Virtually every day some kingpin of the Iraqi regime came forward with provocations, claiming "thousands of tons of WMDs and the 'progress' in the country's affort to build nuclear weapons." At the UN feverish attempts were under way to make Saddam Hussein accept permanent UN supervision of its weapons build-up. The result was that in 1998 Saddam threw out all UN personnel. The UN "regretted" the lack of co-operation and threatened "most severe consequences."

After the terrorist attacks of September 11 2001, Saddam celebrated the events and pronounced his support for al-Qaeda as well as the uprising in the Palestinian territories (each family of suicide bombers killing Israeli citizens in schools, busses, shops and restaurants received $5,000 from the Iraqi leader) and set in motion clandestine trafficking of weapons into the PLO territories. In Saddam's words, his support for al-Qaeda included the provision of safe haven for the deadly terrorist organisation and help in arming the group with WMDs.

These were claims made by Saddam Hussein, not accusations from Western governments. Even though, UN observers recorded and listed some 48,000 tons (!) of weapons stockpiles classified as potentially with mass destruction in nature. The UN in 1996 and 1997 recorded an elaborate programme of Iraq to obtain and build a huge arsenal of weaponry far exceeding the need for self defence. Frequent threats to invade Saudi Arabia coincided with the findings of the UN.

Exasperated by Iraq's resistance and defiance of past UN resolutions, and by the ongoing atrocities against Iraq's minorities, the UN passed in 2002 a final ultimatum in its Resolution #1441, setting an ultimatum to allow UN observers back into the country and to cease all hostilities and observe the 1991 ceasefire agreement or face "grave consequences." The legal base for the attack on Iraq was laid out.

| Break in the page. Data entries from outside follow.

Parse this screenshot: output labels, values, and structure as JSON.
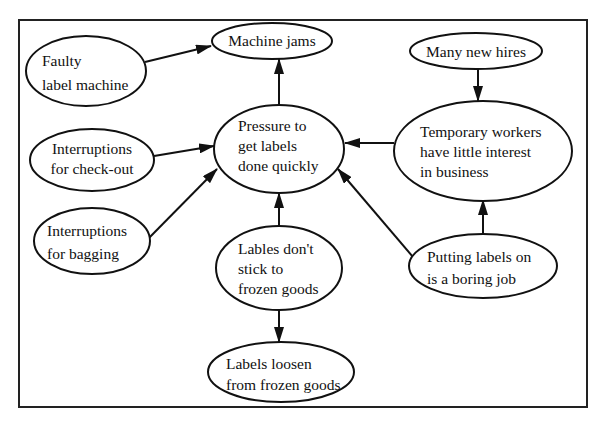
{
  "diagram": {
    "type": "cause-effect-diagram",
    "nodes": [
      {
        "id": "faulty",
        "lines": [
          "Faulty",
          "label machine"
        ]
      },
      {
        "id": "jams",
        "lines": [
          "Machine jams"
        ]
      },
      {
        "id": "checkout",
        "lines": [
          "Interruptions",
          "for check-out"
        ]
      },
      {
        "id": "pressure",
        "lines": [
          "Pressure to",
          "get labels",
          "done quickly"
        ]
      },
      {
        "id": "hires",
        "lines": [
          "Many new hires"
        ]
      },
      {
        "id": "temp",
        "lines": [
          "Temporary workers",
          "have little interest",
          "in business"
        ]
      },
      {
        "id": "bagging",
        "lines": [
          "Interruptions",
          "for bagging"
        ]
      },
      {
        "id": "stick",
        "lines": [
          "Lables don't",
          "stick to",
          "frozen goods"
        ]
      },
      {
        "id": "boring",
        "lines": [
          "Putting labels on",
          "is a boring job"
        ]
      },
      {
        "id": "loosen",
        "lines": [
          "Labels loosen",
          "from frozen goods"
        ]
      }
    ],
    "edges": [
      {
        "from": "faulty",
        "to": "jams"
      },
      {
        "from": "pressure",
        "to": "jams"
      },
      {
        "from": "checkout",
        "to": "pressure"
      },
      {
        "from": "bagging",
        "to": "pressure"
      },
      {
        "from": "stick",
        "to": "pressure"
      },
      {
        "from": "temp",
        "to": "pressure"
      },
      {
        "from": "boring",
        "to": "pressure"
      },
      {
        "from": "hires",
        "to": "temp"
      },
      {
        "from": "boring",
        "to": "temp"
      },
      {
        "from": "stick",
        "to": "loosen"
      }
    ]
  }
}
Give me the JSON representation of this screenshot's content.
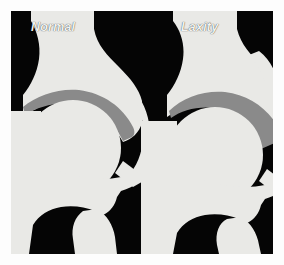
{
  "figure": {
    "title_left": "Normal",
    "title_right": "Laxity",
    "border_color": "#fdfdfd",
    "panel_background": "#050505",
    "bone_color": "#e9e9e6",
    "cartilage_color": "#8a8a8a",
    "label_color": "#f2f2f0"
  },
  "panels": [
    {
      "name": "normal-hip",
      "label": "Normal",
      "joint_space": "thin uniform crescent",
      "structures": [
        "ilium",
        "acetabulum",
        "femoral-head",
        "femoral-neck",
        "greater-trochanter",
        "femoral-shaft",
        "lesser-trochanter"
      ]
    },
    {
      "name": "laxity-hip",
      "label": "Laxity",
      "joint_space": "widened lateral wedge",
      "structures": [
        "ilium",
        "acetabulum",
        "femoral-head",
        "femoral-neck",
        "greater-trochanter",
        "femoral-shaft",
        "lesser-trochanter"
      ]
    }
  ]
}
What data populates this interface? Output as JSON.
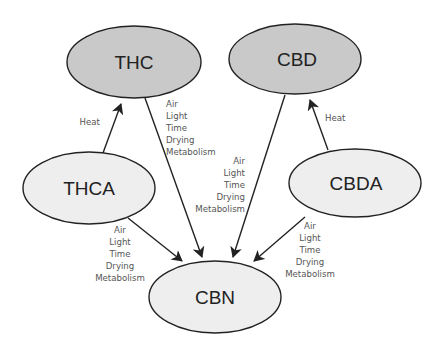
{
  "diagram": {
    "colors": {
      "product_fill": "#c9c9c9",
      "precursor_fill": "#eeeeee",
      "stroke": "#222222",
      "label_text": "#555555"
    },
    "nodes": {
      "thc": {
        "label": "THC",
        "type": "product"
      },
      "cbd": {
        "label": "CBD",
        "type": "product"
      },
      "thca": {
        "label": "THCA",
        "type": "precursor"
      },
      "cbda": {
        "label": "CBDA",
        "type": "precursor"
      },
      "cbn": {
        "label": "CBN",
        "type": "precursor"
      }
    },
    "edges": {
      "thca_to_thc": {
        "from": "THCA",
        "to": "THC",
        "labels": [
          "Heat"
        ]
      },
      "cbda_to_cbd": {
        "from": "CBDA",
        "to": "CBD",
        "labels": [
          "Heat"
        ]
      },
      "thc_to_cbn": {
        "from": "THC",
        "to": "CBN",
        "labels": [
          "Air",
          "Light",
          "Time",
          "Drying",
          "Metabolism"
        ]
      },
      "cbd_to_cbn": {
        "from": "CBD",
        "to": "CBN",
        "labels": [
          "Air",
          "Light",
          "Time",
          "Drying",
          "Metabolism"
        ]
      },
      "thca_to_cbn": {
        "from": "THCA",
        "to": "CBN",
        "labels": [
          "Air",
          "Light",
          "Time",
          "Drying",
          "Metabolism"
        ]
      },
      "cbda_to_cbn": {
        "from": "CBDA",
        "to": "CBN",
        "labels": [
          "Air",
          "Light",
          "Time",
          "Drying",
          "Metabolism"
        ]
      }
    }
  }
}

Iraq refused and sent chilling messages to the world. In case of attack, "Iraq would annihilate Israel and set the world ablaze." It was clear that any military strike, now sanctioned by the UN's final Security Council Resolution, must be swift and overwhelming. US President Bush and British PM Tony Blair were the right men to do just that.

Today, in hindsight, the inquest at a Mickey Mouse court in London is a mockery of the grave danger that Saddam Hussein had posed to the world, and whose removal from power was crucial, necessary and compulsory; and in accordance with UN resolutions.

This kangaroo trial in Little Britain would also have found Winston Churchill guilty for attacking Nazi Germany: the Nazi attack on Poland would not have been reason or justification for attack on Germany, reports of mass murder in German concentration camps not enough reason to embark on bombing raids on German cities, Hitler's and Goebbels' inflammatory rhetoric merely delusional and hypothetical war-mongering; Germany's invasion of the Soviet Union not harmful enough for Britain to intervene.

Tony Blair stands tall and on firm legal and moral grounds today. The London kangaroo court is a fallacy, just an embarrassing footnote - a final one -  in the saga to cleanse the world of a villain. Thank you, prime minister!